This post was originally published on this site.

Donald Trump has been accused of “corruption, plain and simple” after it was revealed that a member of the Emirati royal family was behind a $500m investment into the Trump family’s cryptocurrency company.
Ethics experts say the deal – struck just days before the US president’s inauguration last January – amounts to a deep conflict of interest for the White House, amid calls for a congressional investigation into the transaction.
Months after the deal, the Trump administration announced that the United Arab Emirates would be allowed to import 500,000 of Nvidia’s powerful AI chips – overriding concerns that the deal could eventually allow China access to the technology.
The January 2025 investment was backed by Sheikh Tahnoon bin Zayed Al Nahyan, a powerful official in the UAE government. Tahnoon is the brother of the country’s president, and serves as both national security advisor and chair of the Emirates’ $1.5tn wealth fund.
Donald Sherman, president of the Citizens for Responsibility and Ethics in Washington, a powerful government watchdog group, said the deal is a “blatant, disgraceful conflict of interest and a possible violation of the Constitution’s Federal Emoluments Clause”.
“Thanks to this latest monetization of the White House, the American people will have to question whether Trump administration policies affecting the UAE…. are in the best interest of the public and American workers, or a foreign nation that padded the president’s bottom line,” Sherman said.
Four days before inauguration, Tahnoon ’s emissaries agreed to acquire a 49% stake in World Liberty Financial, a cryptocurrency company co-owned by the Trump family, for half a billion dollars, according to the Wall Street Journal, which first reported on the deal.
Documents seen by the Journal indicate that Tahnoon paid the Trump family and entities affiliated with Steve Witkoff, cofounder of World Liberty and Trump’s envoy to the Middle East, half of the investment up front, with $187m going to Trump entities, and $31m going to Witkoff’s. The payment came from Aryam Investment, a Tahnoon-backed company.
A White House official said the president is “not involved in running his businesses and has turned them over to his children, so these business endeavors do not involve him”.
Claims that the president had breached the constitution’s federal emoluments clause, designed to safeguard against corruption, are “bogus and irrelevant”, the official argued. “Mere appearances of business deals with which he has no involvement plainly cannot violate the Emoluments clause.”
In a statement, White House counsel David Warrington added: “President Trump performs his constitutional duties in an ethically sound manner and to suggest so otherwise is either ill-informed or malicious.”
Government ethics experts have long been alarmed over the way that Trump and his family structured his companies before he started his second term. Typically, a president puts his assets into a blind trust overseen by an independent third party. But Trump handed over control to two of his sons, Donald Trump Jr and Eric Trump.
While it’s no different from how Trump structured his companies during his first term, Trump spent the years after he left the White House expanding his family business. Now Trump entities are dabbling in social media, streaming platforms, nuclear fusion, financial services and, through World Liberty, crypto.
“This is beyond unprecedented and unimaginable,” said Kedric Payne, general counsel and senior director of ethics at the Campaign Legal Center. “I can’t think of any president in modern history who had an international business that could even get [him] into this type of predicament.”
While Trump claims to be staying out of his family business, the president met with Tahnoon multiple times after he reentered the White House. In March, Trump hosted a dinner at the White House for Tahnoon and an Emirati delegation. In a post on Truth Social, he said the evening “demonstrated the long-standing ties and bonds of friendship between our countries”.
Come May, World Liberty announced that MGX, the Emirati’s AI investment arm, would use its USD1 stablecoin to invest $2bn into crypto exchange Binance.
Two weeks later, the White House would announce its deal to allow the UAE to import Nvidia chips, which would allow the Gulf state to compete as a major AI player. The Biden administration had restricted the export of AI chips to the UAE, given its relationship with China, over fears that giving chips to the UAE could ultimately lead them to getting to China.
The Guardian has not identified evidence of the president explicitly offering the chip exports in exchange for the investment in his family’s crypto venture.
Richard Briffault, a law professor at Columbia, said while there’s no direct allegation of a quid pro quo, “the situation of a major investment by a foreign power in a major company that the president has a major stake in, that creates a structural conflict of interest”.
“The concern is that we can never be sure why certain decisions are being made,” Briffault said. When Trump allowed the UAE to import AI chips, “it could have a shrewd geopolitical move, or it could have been influenced by the fact that the country has a major investment in a Trump family business. We just can’t know for sure.”
Government ethics advocates said it will be up to Congress to investigate the extent of the relationship between Trump’s company and any foreign interest. But with a majority in the House and Senate, only Republicans have the power to launch a formal investigation.
“Congress needs to grow a spine and put a stop to Trump’s crypto corruption,” Democratic senator Elizabeth Warren said in a statement. “This is corruption, plain and simple. The Trump administration must reverse its decision to sell sensitive AI chips to the United Arab Emirates.”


_Task statement_. Which lines of the listing hold the string "Assign"? Copy those lines.

_Records shown_.
⁂
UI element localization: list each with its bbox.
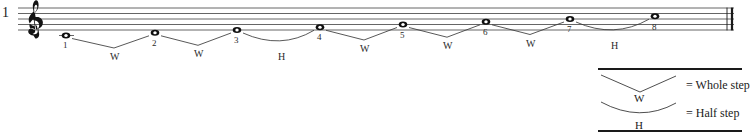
- legend-half-step-label: = Half step: [686, 107, 739, 119]
- notehead-1: [62, 33, 71, 39]
- notehead-2: [151, 30, 160, 36]
- legend-half-step-letter: H: [635, 120, 643, 131]
- legend: W H = Whole step = Half step: [596, 66, 744, 134]
- step-letter-6: W: [526, 39, 535, 49]
- step-letter-5: W: [443, 41, 452, 51]
- notehead-4: [316, 24, 325, 30]
- interval-bracket-vee-6-7: [492, 22, 564, 35]
- note-number-4: 4: [317, 33, 322, 42]
- interval-bracket-vee-4-5: [326, 28, 397, 41]
- note-number-6: 6: [483, 28, 488, 37]
- note-number-5: 5: [400, 31, 405, 40]
- step-letter-7: H: [611, 41, 618, 51]
- note-number-3: 3: [234, 36, 239, 45]
- legend-whole-step-letter: W: [634, 93, 644, 104]
- notehead-8: [651, 13, 660, 19]
- note-number-1: 1: [63, 41, 68, 50]
- legend-whole-step-vee: [601, 75, 676, 92]
- interval-bracket-vee-1-2: [72, 36, 149, 48]
- step-letter-3: H: [278, 52, 285, 62]
- note-number-8: 8: [652, 23, 657, 32]
- notehead-7: [566, 16, 575, 22]
- step-letter-1: W: [110, 52, 119, 62]
- note-number-2: 2: [152, 39, 157, 48]
- interval-bracket-vee-5-6: [409, 25, 480, 37]
- notehead-6: [482, 19, 491, 25]
- step-letter-2: W: [194, 49, 203, 59]
- notehead-5: [399, 22, 408, 28]
- legend-whole-step-label: = Whole step: [686, 79, 750, 91]
- legend-graphics: [596, 66, 744, 134]
- staff-lines: [18, 8, 734, 30]
- treble-clef-icon: [28, 0, 43, 38]
- note-number-7: 7: [567, 25, 572, 34]
- step-letter-4: W: [360, 44, 369, 54]
- interval-bracket-vee-2-3: [161, 33, 231, 45]
- notehead-3: [233, 27, 242, 33]
- interval-bracket-curve-3-4: [243, 30, 314, 41]
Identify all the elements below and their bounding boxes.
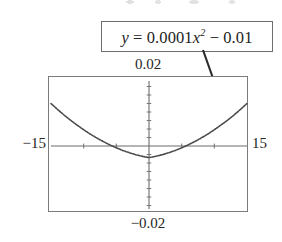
x-min-label: −15	[6, 136, 46, 151]
graph-figure: y = 0.0001x2 − 0.01	[0, 0, 282, 242]
x-max-label: 15	[252, 136, 282, 151]
plot-canvas	[49, 77, 249, 213]
plot-frame	[48, 76, 248, 212]
equation-constant: 0.01	[223, 27, 252, 46]
equation-callout-box: y = 0.0001x2 − 0.01	[101, 21, 273, 52]
y-axis	[147, 81, 152, 209]
equation-text: y = 0.0001x2 − 0.01	[121, 28, 252, 46]
equation-lhs: y	[121, 27, 128, 46]
scan-artifact	[120, 0, 260, 5]
y-min-label: −0.02	[48, 216, 248, 231]
y-max-label: 0.02	[48, 57, 248, 72]
equation-coefficient: 0.0001	[147, 27, 193, 46]
equation-minus-operator: −	[210, 27, 219, 46]
equation-equals: =	[133, 27, 142, 46]
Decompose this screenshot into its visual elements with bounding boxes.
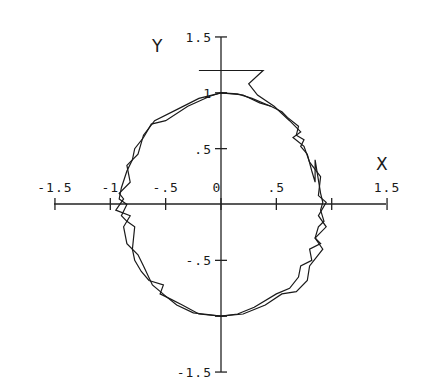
x-axis: -1.5-1-.50.51.5	[37, 180, 400, 210]
x-axis-label: X	[376, 154, 388, 174]
y-tick-label: -.5	[186, 253, 212, 268]
circle-trajectory-plot: -1.5-1-.50.51.5 1.51.5-.5-1.5 X Y	[0, 0, 426, 389]
y-axis: 1.51.5-.5-1.5	[177, 30, 227, 380]
x-tick-label: -1	[101, 180, 119, 195]
x-tick-label: -.5	[152, 180, 178, 195]
x-tick-label: .5	[268, 180, 286, 195]
x-tick-label: 1.5	[374, 180, 400, 195]
y-tick-label: 1.5	[186, 30, 212, 45]
y-tick-label: .5	[194, 142, 212, 157]
y-axis-label: Y	[151, 36, 163, 56]
y-tick-label: -1.5	[177, 365, 212, 380]
x-tick-label: -1.5	[37, 180, 72, 195]
x-tick-label: 0	[213, 180, 222, 195]
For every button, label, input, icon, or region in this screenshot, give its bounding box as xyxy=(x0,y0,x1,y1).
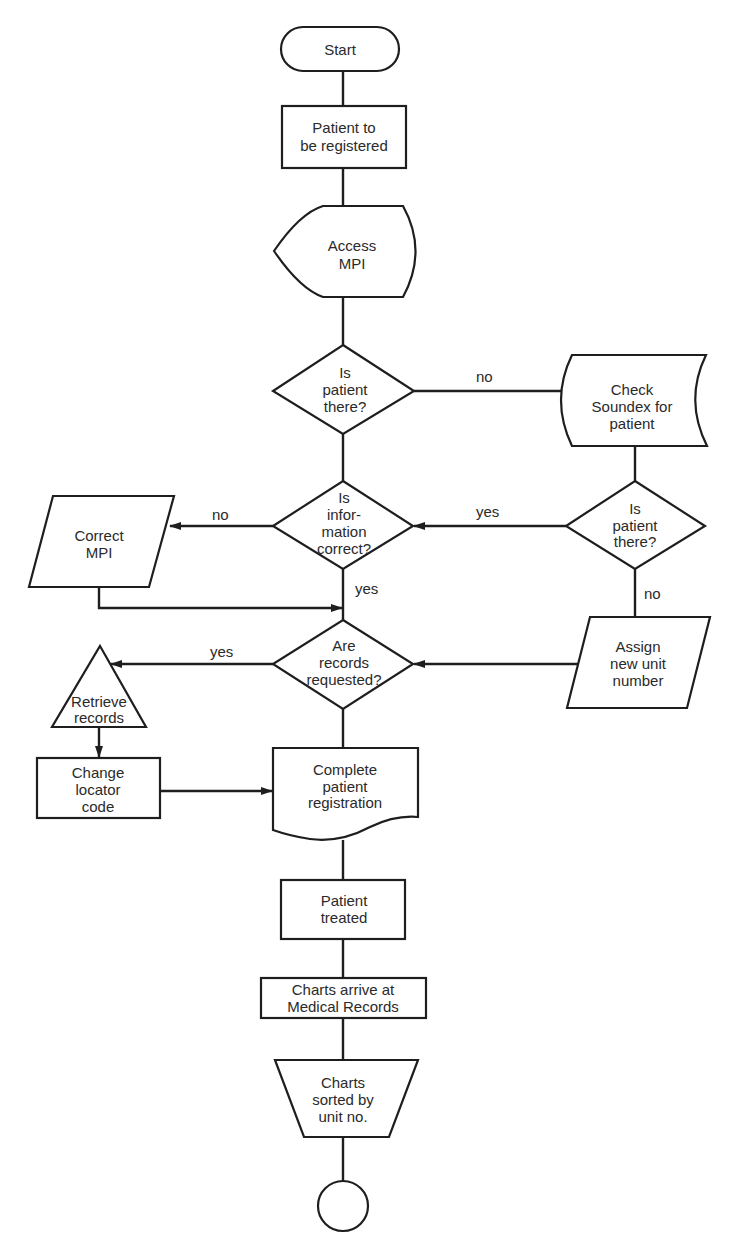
node-correct-mpi[interactable]: Correct MPI xyxy=(29,496,174,587)
node-label: patient xyxy=(322,381,368,398)
node-label: Check xyxy=(611,381,654,398)
node-check-soundex[interactable]: Check Soundex for patient xyxy=(561,355,707,446)
node-label: unit no. xyxy=(318,1108,367,1125)
edge-label-no: no xyxy=(476,368,493,385)
node-assign-unit-number[interactable]: Assign new unit number xyxy=(567,617,710,708)
node-label: there? xyxy=(324,398,367,415)
node-label: Are xyxy=(332,637,355,654)
node-label: Retrieve xyxy=(71,693,127,710)
node-label: Assign xyxy=(615,638,660,655)
edge-label-yes: yes xyxy=(210,643,233,660)
node-label: Patient to xyxy=(312,119,375,136)
node-label: Soundex for xyxy=(592,398,673,415)
node-label: Charts arrive at xyxy=(292,981,395,998)
edge-label-yes: yes xyxy=(355,580,378,597)
node-change-locator-code[interactable]: Change locator code xyxy=(37,758,160,818)
node-label: Change xyxy=(72,764,125,781)
node-label: number xyxy=(613,672,664,689)
node-label: Start xyxy=(324,41,357,58)
node-retrieve-records[interactable]: Retrieve records xyxy=(52,646,146,727)
node-label: correct? xyxy=(317,540,371,557)
node-label: code xyxy=(82,798,115,815)
node-patient-treated[interactable]: Patient treated xyxy=(281,880,405,939)
node-is-patient-there-1[interactable]: Is patient there? xyxy=(273,345,414,434)
node-label: patient xyxy=(322,778,368,795)
node-label: be registered xyxy=(300,137,388,154)
node-label: there? xyxy=(614,533,657,550)
node-label: MPI xyxy=(86,544,113,561)
node-label: patient xyxy=(612,517,658,534)
node-label: requested? xyxy=(306,671,381,688)
node-label: Complete xyxy=(313,761,377,778)
node-register[interactable]: Patient to be registered xyxy=(282,106,406,168)
node-info-correct[interactable]: Is infor- mation correct? xyxy=(273,481,413,569)
node-label: Correct xyxy=(74,527,124,544)
node-label: MPI xyxy=(339,255,366,272)
node-end[interactable] xyxy=(318,1181,368,1231)
node-label: Charts xyxy=(321,1074,365,1091)
node-records-requested[interactable]: Are records requested? xyxy=(273,620,413,709)
node-label: mation xyxy=(321,523,366,540)
node-label: records xyxy=(319,654,369,671)
node-label: records xyxy=(74,709,124,726)
node-label: Access xyxy=(328,237,376,254)
node-label: sorted by xyxy=(312,1091,374,1108)
node-complete-registration[interactable]: Complete patient registration xyxy=(273,748,418,840)
node-label: Is xyxy=(629,500,641,517)
node-label: infor- xyxy=(327,506,361,523)
edge-label-no: no xyxy=(644,585,661,602)
node-label: registration xyxy=(308,794,382,811)
node-label: patient xyxy=(609,415,655,432)
flowchart-canvas: Start Patient to be registered Access MP… xyxy=(0,0,730,1257)
node-charts-sorted[interactable]: Charts sorted by unit no. xyxy=(275,1060,418,1137)
connector-circle xyxy=(318,1181,368,1231)
node-is-patient-there-2[interactable]: Is patient there? xyxy=(566,481,705,569)
edge-label-no: no xyxy=(212,506,229,523)
node-label: Is xyxy=(338,489,350,506)
node-label: treated xyxy=(321,909,368,926)
node-label: new unit xyxy=(610,655,667,672)
edge-correctmpi-merge xyxy=(99,587,342,608)
node-access-mpi[interactable]: Access MPI xyxy=(274,206,416,297)
node-charts-arrive[interactable]: Charts arrive at Medical Records xyxy=(261,978,426,1018)
node-label: Patient xyxy=(321,892,369,909)
node-label: Is xyxy=(339,364,351,381)
node-label: Medical Records xyxy=(287,998,399,1015)
node-start[interactable]: Start xyxy=(281,27,399,71)
node-label: locator xyxy=(75,781,120,798)
edge-label-yes: yes xyxy=(476,503,499,520)
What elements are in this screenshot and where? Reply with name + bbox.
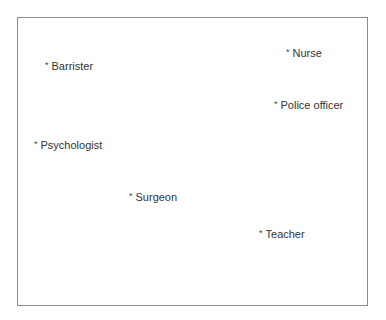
asterisk-marker-icon: * — [34, 139, 38, 149]
item-psychologist: *Psychologist — [34, 139, 102, 153]
item-nurse: *Nurse — [286, 47, 322, 61]
item-label: Barrister — [52, 60, 94, 72]
item-label: Nurse — [293, 47, 322, 59]
asterisk-marker-icon: * — [45, 60, 49, 70]
asterisk-marker-icon: * — [129, 191, 133, 201]
asterisk-marker-icon: * — [259, 228, 263, 238]
item-barrister: *Barrister — [45, 60, 93, 74]
item-label: Teacher — [266, 228, 305, 240]
asterisk-marker-icon: * — [286, 47, 290, 57]
item-label: Psychologist — [41, 139, 103, 151]
item-surgeon: *Surgeon — [129, 191, 177, 205]
item-label: Police officer — [281, 99, 344, 111]
item-teacher: *Teacher — [259, 228, 305, 242]
item-label: Surgeon — [136, 191, 178, 203]
item-police-officer: *Police officer — [274, 99, 343, 113]
asterisk-marker-icon: * — [274, 99, 278, 109]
⁂
_Result_.
node-assign-unit-number[interactable]: Assign new unit number xyxy=(567,617,710,708)
node-label: Assign xyxy=(615,638,660,655)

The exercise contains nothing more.